Friedrich Nietzsche
The Consciousness of Appearance
How wonderfully and novelly, and at the same time how awfully and ironically, do I feel myself situated with respect to the whole of existence, in the light of my knowledge! I have discovered for myself that the old humanity and animality, the collective primeval age, and the past of all sentient being, continues to meditate, love, hate, and reason in me, I have suddenly awoke in the midst of this dream, but merely to the consciousness that I just dream, and that I must dream on in order not to perish; just as the sleep-walker must dream on in order not to fall. What is it that is now "appearance" to me! Certainly, not the antithesis of any kind of essence, what knowledge can I assert of any kind of essence whatsoever, except merely the attributes of its appearance! Certainly not a dead mask which one could put upon an unknown X, and which to be sure one could also remove! Appearance is for me the operating and living thing itself; which goes so far in its self-mockery as to make me feel that here there is appearance, and Will o the Wisp, and spirit-dance, and nothing more, that among all these dreamers, I also, the "thinker," dance my dance, that the thinker is a means of prolonging further the earthly dance, and in so far is one of the masters of ceremony of existence, and that the sublime consistency and connectedness of all branches of knowledge is perhaps, and will perhaps, be the best means for maintaining the universality of the dreaming, the complete, mutual understandability of all those dreamers, and thereby the continuation of the dream.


* **WORK TO COMPLETE**
What number of lines in the data below contain the string "properties"? Answer with that number alone.

[RECORDS PROVIDED]

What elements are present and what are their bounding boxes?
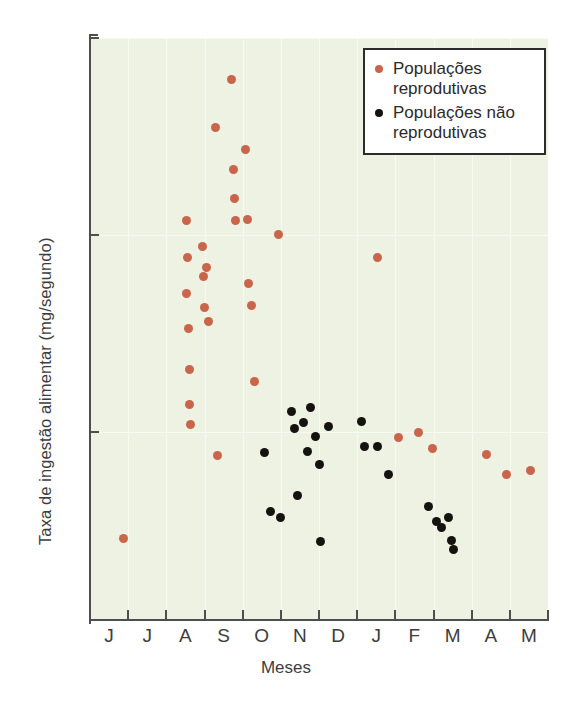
data-point: [360, 442, 369, 451]
x-axis-tick-label: F: [399, 625, 429, 647]
x-axis-tick-label: A: [170, 625, 200, 647]
data-point: [299, 418, 308, 427]
legend-item: Populações reprodutivas: [375, 59, 534, 99]
x-axis-tick: [204, 610, 206, 621]
vertical-gridline: [243, 38, 244, 620]
data-point: [243, 215, 252, 224]
y-axis-tick: [89, 234, 99, 236]
data-point: [274, 230, 283, 239]
x-axis-tick: [433, 610, 435, 621]
data-point: [227, 75, 236, 84]
data-point: [211, 123, 220, 132]
legend-item-label: Populações reprodutivas: [393, 59, 534, 99]
data-point: [444, 513, 453, 522]
scatter-chart-figure: 0,51,01,5 JJASONDJFMAM Taxa de ingestão …: [0, 0, 572, 703]
data-point: [306, 403, 315, 412]
data-point: [394, 433, 403, 442]
data-point: [449, 545, 458, 554]
data-point: [204, 317, 213, 326]
data-point: [247, 301, 256, 310]
x-axis-tick-label: O: [247, 625, 277, 647]
vertical-gridline: [205, 38, 206, 620]
data-point: [414, 428, 423, 437]
data-point: [287, 407, 296, 416]
x-axis-tick-label: M: [438, 625, 468, 647]
data-point: [199, 272, 208, 281]
data-point: [424, 502, 433, 511]
data-point: [276, 513, 285, 522]
data-point: [384, 470, 393, 479]
legend-marker-dot-icon: [375, 109, 383, 117]
data-point: [373, 442, 382, 451]
x-axis-tick-label: S: [209, 625, 239, 647]
data-point: [316, 537, 325, 546]
data-point: [437, 523, 446, 532]
data-point: [184, 324, 193, 333]
data-point: [200, 303, 209, 312]
x-axis-tick-label: J: [132, 625, 162, 647]
data-point: [482, 450, 491, 459]
data-point: [357, 417, 366, 426]
vertical-gridline: [281, 38, 282, 620]
x-axis-tick: [394, 610, 396, 621]
x-axis-tick: [509, 610, 511, 621]
y-axis-tick: [89, 431, 99, 433]
legend-box: Populações reprodutivasPopulações não re…: [363, 48, 546, 155]
y-axis-tick: [89, 37, 99, 39]
data-point: [266, 507, 275, 516]
x-axis-tick-label: N: [285, 625, 315, 647]
data-point: [250, 377, 259, 386]
data-point: [186, 420, 195, 429]
data-point: [182, 289, 191, 298]
data-point: [324, 422, 333, 431]
x-axis-tick: [547, 610, 549, 621]
x-axis-tick: [165, 610, 167, 621]
data-point: [185, 400, 194, 409]
y-axis-line: [89, 34, 91, 624]
x-axis-tick-label: D: [323, 625, 353, 647]
legend-marker-dot-icon: [375, 65, 383, 73]
x-axis-tick: [89, 610, 91, 621]
vertical-gridline: [319, 38, 320, 620]
data-point: [315, 460, 324, 469]
data-point: [119, 534, 128, 543]
x-axis-tick: [242, 610, 244, 621]
vertical-gridline: [128, 38, 129, 620]
data-point: [183, 253, 192, 262]
data-point: [182, 216, 191, 225]
y-axis-title: Taxa de ingestão alimentar (mg/segundo): [36, 238, 55, 546]
data-point: [213, 451, 222, 460]
data-point: [229, 165, 238, 174]
vertical-gridline: [357, 38, 358, 620]
data-point: [428, 444, 437, 453]
horizontal-gridline: [90, 38, 548, 39]
data-point: [447, 536, 456, 545]
x-axis-tick: [318, 610, 320, 621]
x-axis-tick-label: J: [94, 625, 124, 647]
data-point: [526, 466, 535, 475]
data-point: [230, 194, 239, 203]
data-point: [260, 448, 269, 457]
data-point: [244, 279, 253, 288]
data-point: [303, 447, 312, 456]
vertical-gridline: [166, 38, 167, 620]
data-point: [202, 263, 211, 272]
horizontal-gridline: [90, 235, 548, 236]
x-axis-tick-label: M: [514, 625, 544, 647]
data-point: [373, 253, 382, 262]
x-axis-tick: [356, 610, 358, 621]
legend-item-label: Populações não reprodutivas: [393, 103, 534, 143]
x-axis-tick: [280, 610, 282, 621]
x-axis-tick-label: A: [476, 625, 506, 647]
x-axis-tick-label: J: [361, 625, 391, 647]
legend-item: Populações não reprodutivas: [375, 103, 534, 143]
data-point: [241, 145, 250, 154]
data-point: [293, 491, 302, 500]
y-axis-top-cap: [89, 34, 98, 36]
data-point: [185, 365, 194, 374]
x-axis-tick: [127, 610, 129, 621]
x-axis-title: Meses: [0, 658, 572, 678]
data-point: [231, 216, 240, 225]
data-point: [198, 242, 207, 251]
x-axis-tick: [471, 610, 473, 621]
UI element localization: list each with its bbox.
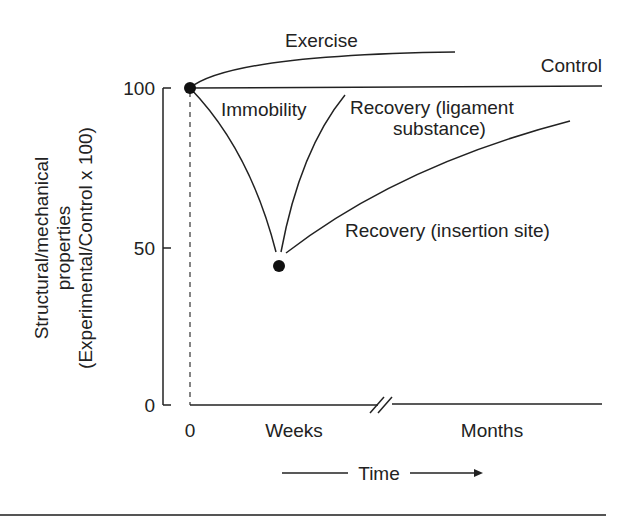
start-point-marker xyxy=(184,82,196,94)
y-title-line3: (Experimental/Control x 100) xyxy=(75,127,96,369)
y-title-line1: Structural/mechanical xyxy=(31,157,52,340)
control-line xyxy=(190,86,602,88)
label-immobility: Immobility xyxy=(221,99,307,120)
y-title-line2: properties xyxy=(53,206,74,291)
x-label-months: Months xyxy=(461,420,523,441)
label-recovery-ligament-2: substance) xyxy=(393,118,486,139)
label-exercise: Exercise xyxy=(285,30,358,51)
x-axis-title: Time xyxy=(358,463,400,484)
y-tick-100: 100 xyxy=(123,78,155,99)
y-axis xyxy=(163,88,171,405)
x-tick-0: 0 xyxy=(185,420,196,441)
label-recovery-insertion: Recovery (insertion site) xyxy=(345,220,550,241)
y-axis-title: Structural/mechanical properties (Experi… xyxy=(31,127,96,369)
minimum-point-marker xyxy=(273,260,285,272)
arrow-head-icon xyxy=(474,469,483,477)
x-axis xyxy=(190,397,602,413)
y-tick-50: 50 xyxy=(134,238,155,259)
y-tick-0: 0 xyxy=(144,395,155,416)
chart: 100 50 0 Structural/mechanical propertie… xyxy=(0,0,634,517)
label-control: Control xyxy=(541,55,602,76)
exercise-curve xyxy=(190,52,455,88)
x-label-weeks: Weeks xyxy=(265,420,323,441)
label-recovery-ligament-1: Recovery (ligament xyxy=(350,97,514,118)
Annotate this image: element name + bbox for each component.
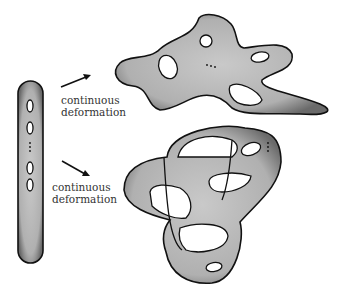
arrow-down <box>62 161 90 176</box>
diagram-canvas <box>0 0 344 304</box>
arrow-up <box>61 74 91 87</box>
label-line: continuous <box>61 94 126 106</box>
knot-surface <box>124 126 281 283</box>
label-line: deformation <box>52 193 117 205</box>
diagram: continuous deformation continuous deform… <box>0 0 344 304</box>
arrow-label-top: continuous deformation <box>61 94 126 118</box>
arrow-label-bottom: continuous deformation <box>52 181 117 205</box>
blob-surface <box>116 15 328 115</box>
source-surface <box>18 81 43 263</box>
label-line: continuous <box>52 181 117 193</box>
label-line: deformation <box>61 106 126 118</box>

[/RECORDS PROVIDED]

* **ANSWER AREA**
2